* [WHAT YOU WILL DO]:
Because the lines must stay identical, write out the data without changing anything.

****************************************

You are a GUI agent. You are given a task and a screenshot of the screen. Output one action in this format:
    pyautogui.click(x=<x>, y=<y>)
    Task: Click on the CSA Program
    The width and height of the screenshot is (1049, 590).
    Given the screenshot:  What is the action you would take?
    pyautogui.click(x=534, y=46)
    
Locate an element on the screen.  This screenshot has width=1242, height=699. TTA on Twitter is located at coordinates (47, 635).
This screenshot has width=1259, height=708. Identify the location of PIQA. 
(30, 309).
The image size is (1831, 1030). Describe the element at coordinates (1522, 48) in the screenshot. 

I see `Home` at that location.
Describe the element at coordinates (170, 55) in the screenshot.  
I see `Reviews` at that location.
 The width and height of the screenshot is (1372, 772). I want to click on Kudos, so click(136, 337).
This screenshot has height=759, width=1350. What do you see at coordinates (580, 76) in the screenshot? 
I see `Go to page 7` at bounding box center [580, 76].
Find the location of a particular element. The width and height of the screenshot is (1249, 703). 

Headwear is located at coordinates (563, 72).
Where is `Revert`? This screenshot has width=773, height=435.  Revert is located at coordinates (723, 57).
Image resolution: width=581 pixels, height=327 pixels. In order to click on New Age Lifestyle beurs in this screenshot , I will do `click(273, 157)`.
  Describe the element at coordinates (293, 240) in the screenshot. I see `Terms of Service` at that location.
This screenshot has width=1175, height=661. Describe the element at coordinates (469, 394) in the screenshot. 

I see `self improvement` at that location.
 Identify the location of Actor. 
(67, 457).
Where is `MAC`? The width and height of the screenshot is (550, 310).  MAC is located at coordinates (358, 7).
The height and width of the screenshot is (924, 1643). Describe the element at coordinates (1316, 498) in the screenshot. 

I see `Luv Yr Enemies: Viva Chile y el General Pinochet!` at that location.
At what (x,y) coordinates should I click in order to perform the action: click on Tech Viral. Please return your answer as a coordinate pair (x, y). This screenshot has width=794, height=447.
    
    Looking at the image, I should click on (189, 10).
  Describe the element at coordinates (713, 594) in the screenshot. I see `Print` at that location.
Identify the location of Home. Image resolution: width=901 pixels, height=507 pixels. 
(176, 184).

****************************************

* [RESULT BELOW]:
You are a GUI agent. You are given a task and a screenshot of the screen. Output one action in this format:
    pyautogui.click(x=<x>, y=<y>)
    Task: Click on the CSA Program
    The width and height of the screenshot is (1049, 590).
    Given the screenshot:  What is the action you would take?
    pyautogui.click(x=534, y=46)
    
Locate an element on the screen.  This screenshot has width=1242, height=699. TTA on Twitter is located at coordinates (47, 635).
This screenshot has width=1259, height=708. Identify the location of PIQA. 
(30, 309).
The image size is (1831, 1030). Describe the element at coordinates (1522, 48) in the screenshot. 

I see `Home` at that location.
Describe the element at coordinates (170, 55) in the screenshot.  
I see `Reviews` at that location.
 The width and height of the screenshot is (1372, 772). I want to click on Kudos, so click(136, 337).
This screenshot has height=759, width=1350. What do you see at coordinates (580, 76) in the screenshot? 
I see `Go to page 7` at bounding box center [580, 76].
Find the location of a particular element. The width and height of the screenshot is (1249, 703). 

Headwear is located at coordinates (563, 72).
Where is `Revert`? This screenshot has width=773, height=435.  Revert is located at coordinates (723, 57).
Image resolution: width=581 pixels, height=327 pixels. In order to click on New Age Lifestyle beurs in this screenshot , I will do `click(273, 157)`.
  Describe the element at coordinates (293, 240) in the screenshot. I see `Terms of Service` at that location.
This screenshot has width=1175, height=661. Describe the element at coordinates (469, 394) in the screenshot. 

I see `self improvement` at that location.
 Identify the location of Actor. 
(67, 457).
Where is `MAC`? The width and height of the screenshot is (550, 310).  MAC is located at coordinates (358, 7).
The height and width of the screenshot is (924, 1643). Describe the element at coordinates (1316, 498) in the screenshot. 

I see `Luv Yr Enemies: Viva Chile y el General Pinochet!` at that location.
At what (x,y) coordinates should I click in order to perform the action: click on Tech Viral. Please return your answer as a coordinate pair (x, y). This screenshot has width=794, height=447.
    
    Looking at the image, I should click on (189, 10).
  Describe the element at coordinates (713, 594) in the screenshot. I see `Print` at that location.
Identify the location of Home. Image resolution: width=901 pixels, height=507 pixels. 
(176, 184).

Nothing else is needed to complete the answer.